In the title, love and vertigo are juxtaposed. Love sounds like it explains itself, because it's a word we use a lot, but the truth is that Grace spends the entire novel trying to sort through what parts of her mother were loving and which were selfish or unfair. This is important because the death of her mother has left her in desperate need of peace.
That leads us to vertigo. Vertigo is a state of severe disorientation that is commonly triggered by heights. A plane flight, for instance, might make someone severely disoriented, which is one thematic connection, since Grace has flown to so many places. The "dizziness" of vertigo is an apt metaphor for her suffering in life in general, since she feels that by moving around so much, she can't get an oriented sense of who she is and where she comes from.
Grace's freedom comes when she identifies with the part of herself that responds to change with adaptiveness and resilience. This ends up being a more significant part of who she is as a person than her citizenship to any nation, or her ethnicity, or even her family's expectations for her life. In other words, Grace is defined by having to be too many different people at once, and the result is that she sees the existential dilemma of life more clearly than her family.
Perhaps that will help Grace to forgive her mother and her aunts for their unfair expectations for who she should be and what she should accomplish in life, and how she should feel about her cultural identity. By forgiving her family, she can remain part of it in spirit, while still pursuing her fate independently.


WHAT YOU NEED TO DO
Copy every entry exactly as it reads and exclude whatever pictures appear.

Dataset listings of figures
________

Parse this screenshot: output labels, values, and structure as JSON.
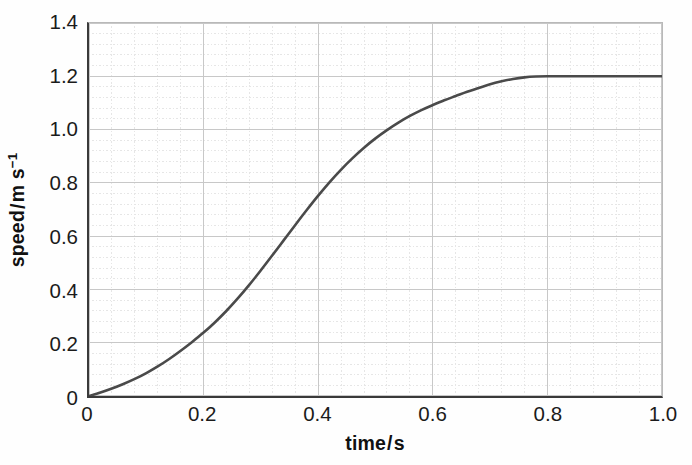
{
  "chart_data": {
    "type": "line",
    "title": "",
    "subtitle": "",
    "xlabel": "time / s",
    "xlabel_quantity": "time",
    "xlabel_unit": "s",
    "ylabel": "speed / m s⁻¹",
    "ylabel_quantity": "speed",
    "ylabel_unit_base": "m s",
    "ylabel_unit_exp": "−1",
    "xlim": [
      0,
      1.0
    ],
    "ylim": [
      0,
      1.4
    ],
    "xticks": [
      0,
      0.2,
      0.4,
      0.6,
      0.8,
      1.0
    ],
    "xticklabels": [
      "0",
      "0.2",
      "0.4",
      "0.6",
      "0.8",
      "1.0"
    ],
    "yticks": [
      0,
      0.2,
      0.4,
      0.6,
      0.8,
      1.0,
      1.2,
      1.4
    ],
    "yticklabels": [
      "0",
      "0.2",
      "0.4",
      "0.6",
      "0.8",
      "1.0",
      "1.2",
      "1.4"
    ],
    "grid": true,
    "grid_major_step_x": 0.2,
    "grid_major_step_y": 0.2,
    "grid_minor_divisions": 5,
    "grid_major_color": "#c8c8c8",
    "grid_minor_color": "#e6e6e6",
    "legend": false,
    "legend_position": "none",
    "axis_color": "#3a3a3a",
    "line_color": "#4a4a4a",
    "line_width": 2.6,
    "series": [
      {
        "name": "speed",
        "x": [
          0.0,
          0.02,
          0.04,
          0.06,
          0.08,
          0.1,
          0.12,
          0.14,
          0.16,
          0.18,
          0.2,
          0.22,
          0.24,
          0.26,
          0.28,
          0.3,
          0.32,
          0.34,
          0.36,
          0.38,
          0.4,
          0.42,
          0.44,
          0.46,
          0.48,
          0.5,
          0.52,
          0.54,
          0.56,
          0.58,
          0.6,
          0.62,
          0.64,
          0.66,
          0.68,
          0.7,
          0.72,
          0.74,
          0.76,
          0.78,
          0.8,
          0.85,
          0.9,
          0.95,
          1.0
        ],
        "y": [
          0.0,
          0.013,
          0.028,
          0.045,
          0.064,
          0.086,
          0.111,
          0.139,
          0.17,
          0.203,
          0.238,
          0.277,
          0.32,
          0.367,
          0.418,
          0.472,
          0.528,
          0.585,
          0.642,
          0.698,
          0.752,
          0.803,
          0.85,
          0.893,
          0.932,
          0.967,
          0.998,
          1.026,
          1.051,
          1.073,
          1.092,
          1.11,
          1.126,
          1.142,
          1.156,
          1.17,
          1.181,
          1.19,
          1.196,
          1.199,
          1.2,
          1.2,
          1.2,
          1.2,
          1.2
        ]
      }
    ],
    "annotations": [
      {
        "text": "plateau",
        "value": 1.2,
        "from_x": 0.73,
        "to_x": 1.0
      }
    ]
  }
}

________

ANSWER TO THIS TASK
Parse this screenshot: output labels, values, and structure as JSON.
{
  "chart_data": {
    "type": "line",
    "title": "",
    "subtitle": "",
    "xlabel": "time / s",
    "xlabel_quantity": "time",
    "xlabel_unit": "s",
    "ylabel": "speed / m s⁻¹",
    "ylabel_quantity": "speed",
    "ylabel_unit_base": "m s",
    "ylabel_unit_exp": "−1",
    "xlim": [
      0,
      1.0
    ],
    "ylim": [
      0,
      1.4
    ],
    "xticks": [
      0,
      0.2,
      0.4,
      0.6,
      0.8,
      1.0
    ],
    "xticklabels": [
      "0",
      "0.2",
      "0.4",
      "0.6",
      "0.8",
      "1.0"
    ],
    "yticks": [
      0,
      0.2,
      0.4,
      0.6,
      0.8,
      1.0,
      1.2,
      1.4
    ],
    "yticklabels": [
      "0",
      "0.2",
      "0.4",
      "0.6",
      "0.8",
      "1.0",
      "1.2",
      "1.4"
    ],
    "grid": true,
    "grid_major_step_x": 0.2,
    "grid_major_step_y": 0.2,
    "grid_minor_divisions": 5,
    "grid_major_color": "#c8c8c8",
    "grid_minor_color": "#e6e6e6",
    "legend": false,
    "legend_position": "none",
    "axis_color": "#3a3a3a",
    "line_color": "#4a4a4a",
    "line_width": 2.6,
    "series": [
      {
        "name": "speed",
        "x": [
          0.0,
          0.02,
          0.04,
          0.06,
          0.08,
          0.1,
          0.12,
          0.14,
          0.16,
          0.18,
          0.2,
          0.22,
          0.24,
          0.26,
          0.28,
          0.3,
          0.32,
          0.34,
          0.36,
          0.38,
          0.4,
          0.42,
          0.44,
          0.46,
          0.48,
          0.5,
          0.52,
          0.54,
          0.56,
          0.58,
          0.6,
          0.62,
          0.64,
          0.66,
          0.68,
          0.7,
          0.72,
          0.74,
          0.76,
          0.78,
          0.8,
          0.85,
          0.9,
          0.95,
          1.0
        ],
        "y": [
          0.0,
          0.013,
          0.028,
          0.045,
          0.064,
          0.086,
          0.111,
          0.139,
          0.17,
          0.203,
          0.238,
          0.277,
          0.32,
          0.367,
          0.418,
          0.472,
          0.528,
          0.585,
          0.642,
          0.698,
          0.752,
          0.803,
          0.85,
          0.893,
          0.932,
          0.967,
          0.998,
          1.026,
          1.051,
          1.073,
          1.092,
          1.11,
          1.126,
          1.142,
          1.156,
          1.17,
          1.181,
          1.19,
          1.196,
          1.199,
          1.2,
          1.2,
          1.2,
          1.2,
          1.2
        ]
      }
    ],
    "annotations": [
      {
        "text": "plateau",
        "value": 1.2,
        "from_x": 0.73,
        "to_x": 1.0
      }
    ]
  }
}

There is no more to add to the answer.